Starting July 22, U.S. app listings will be available to enrolled third-party Android stores unless developers opt out. Google will still complete catalog downloads, while billing remains a separate decision.

Google Play is opening another route to U.S. Android users.

For subscription companies, wider distribution does not automatically bring more control over billing, renewals or the customer relationship.

Starting July 22, Google will make U.S. app and game listings available to enrolled third-party Android stores. Developers can allow their listings to appear in all participating stores, approve stores individually or opt out.

Developers who do nothing will have their listings included.

More places to find an app

A participating third-party store can display an app’s name, description, images and other listing information.

When a customer chooses to install the app through Google’s Play Catalog Access Program, the download is still completed through Google Play. Google says its existing Play service fee will continue to apply to apps distributed through the catalog program.

A new storefront does not automatically create a new subscriber relationship.

A customer may discover the app in one store while Google handles the installation and another system handles the subscription.

Billing is a separate choice

Google offers U.S. developers separate programs for alternative billing and external purchase links.

Those options are not part of the July 22 catalog change.

Developers that choose alternative billing must enroll, complete the required technical work and take responsibility for more of the customer experience.
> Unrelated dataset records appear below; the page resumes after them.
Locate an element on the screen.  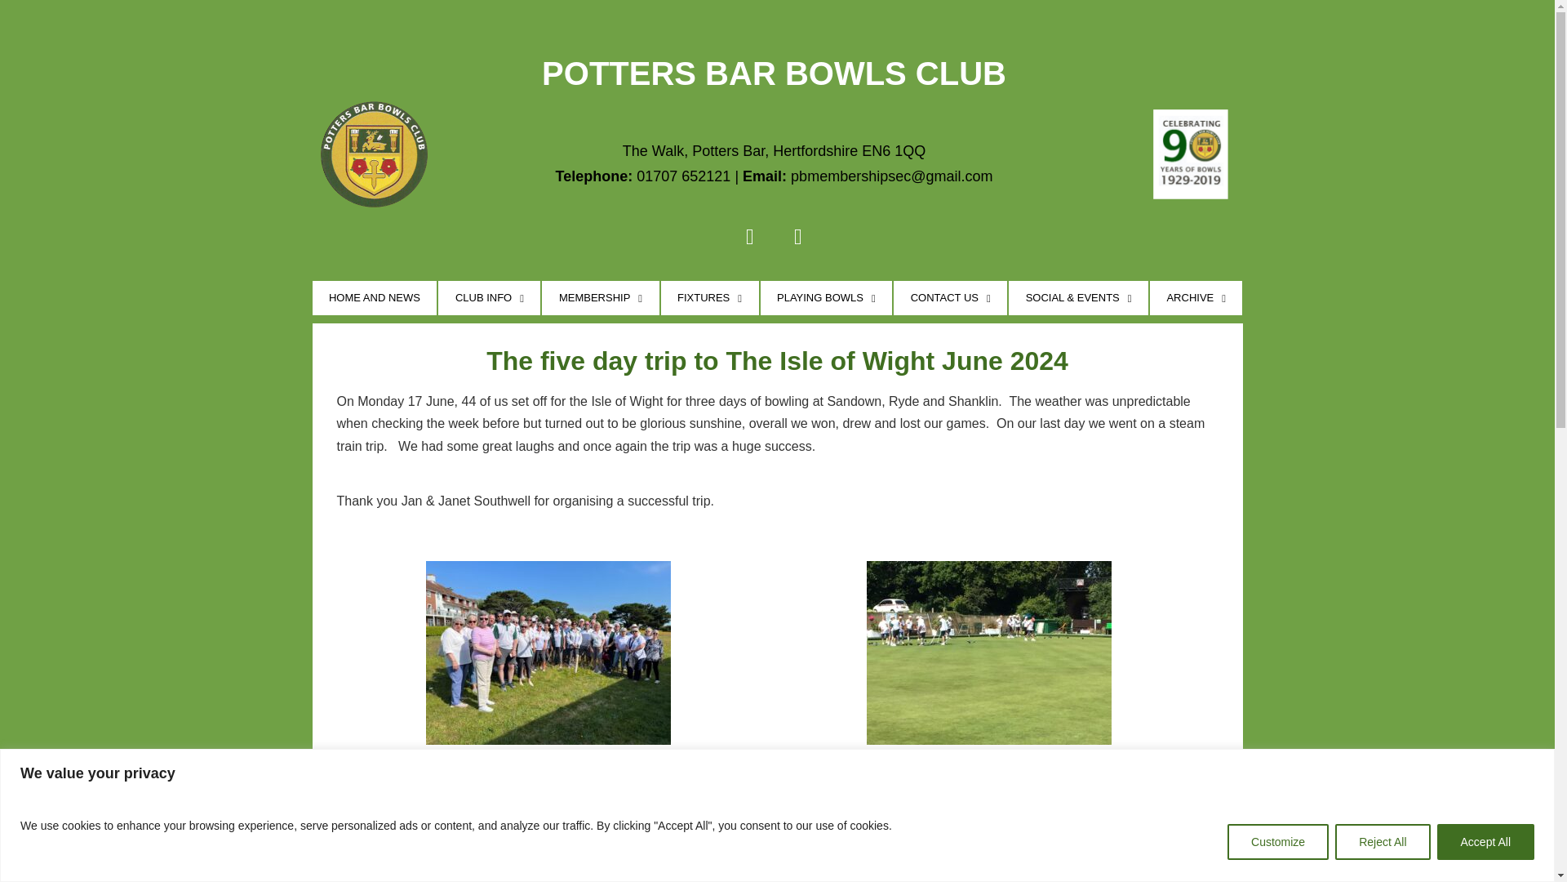
Reject All is located at coordinates (1382, 840).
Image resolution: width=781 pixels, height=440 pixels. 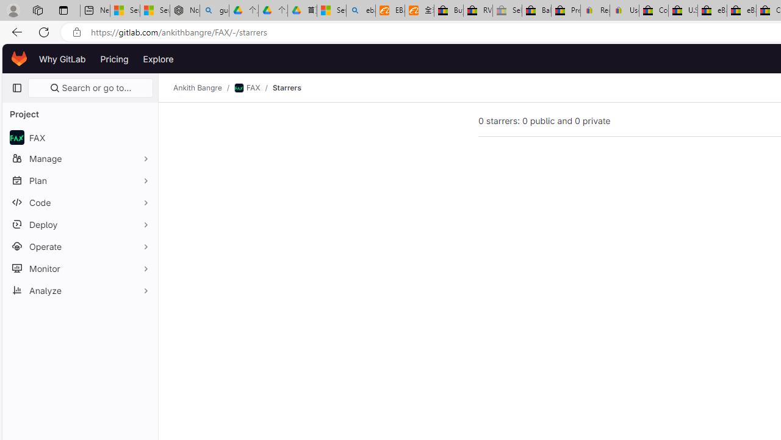 What do you see at coordinates (159, 59) in the screenshot?
I see `Explore` at bounding box center [159, 59].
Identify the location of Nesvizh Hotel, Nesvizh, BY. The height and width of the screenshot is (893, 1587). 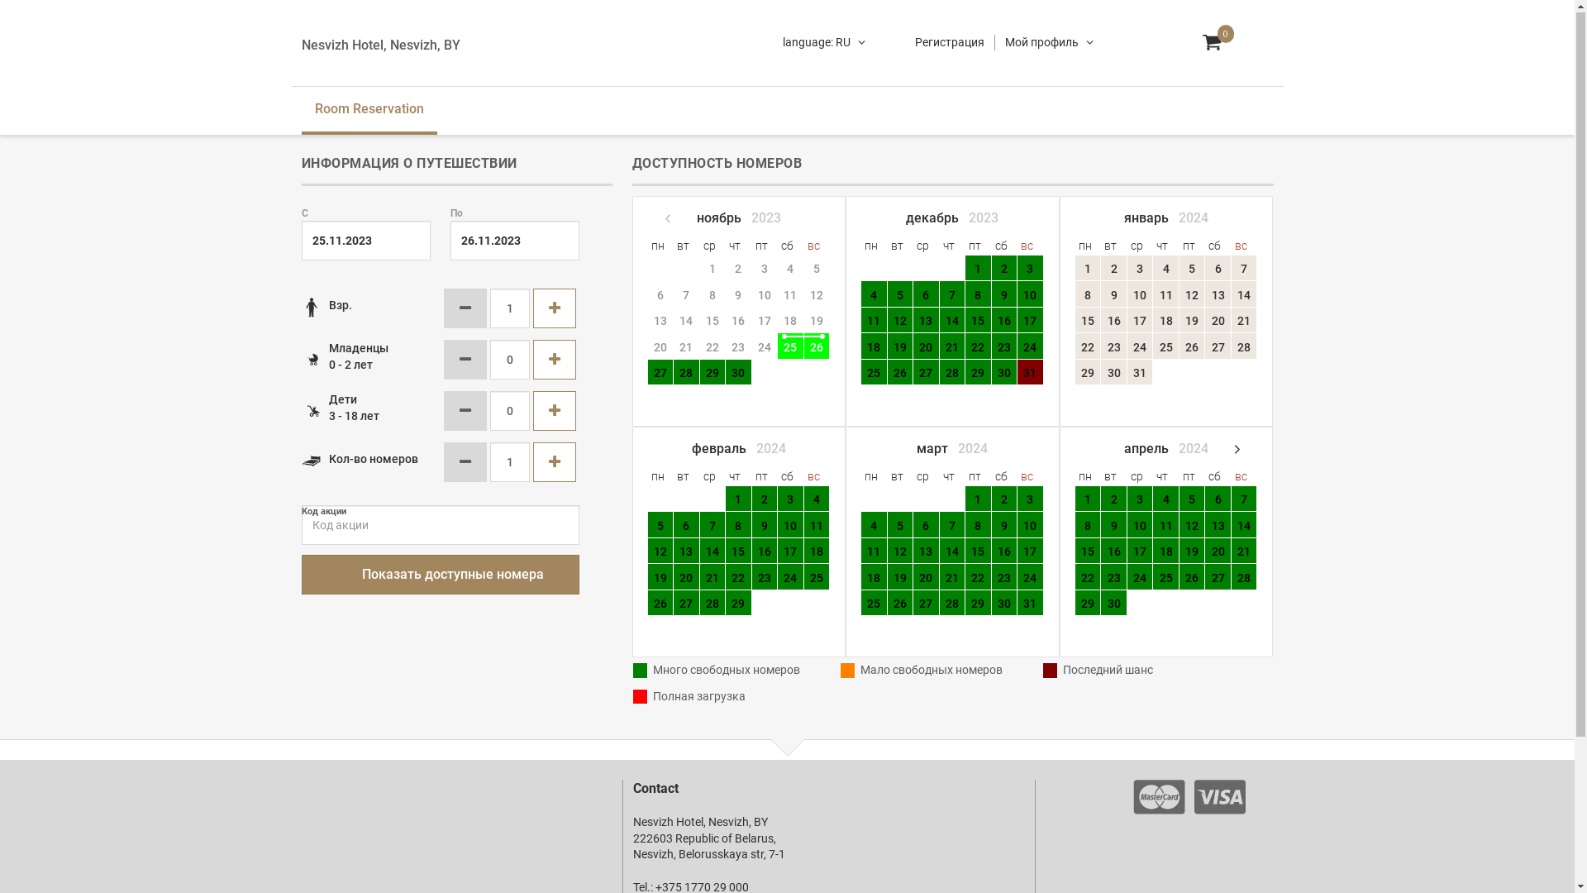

That includes payment support, refunds, disputed transactions and access to subscription management.

Google says it plans to assess service fees on U.S. alternative-billing transactions in the future, although it is not currently collecting them.

Developers have more distribution options. Google Play may still control important parts of the customer journey.

An app can appear in a third-party store while Google handles the download. The subscription company may continue using Google Play Billing, choose an approved alternative or send customers to an external website.

Each path comes with a different mix of control and responsibility.

The Insider Take

Subscription companies should treat the July 22 change as a distribution decision.

A third-party store may help an app reach new customers. It does not automatically give the developer control over checkout, renewals, cancellations, refunds or support.

Developers need to decide whether broader distribution is worth having discovery, installation and billing spread across different systems.

More distribution can help acquisition. Subscription companies still need to decide how much of the billing relationship and customer experience they want to own.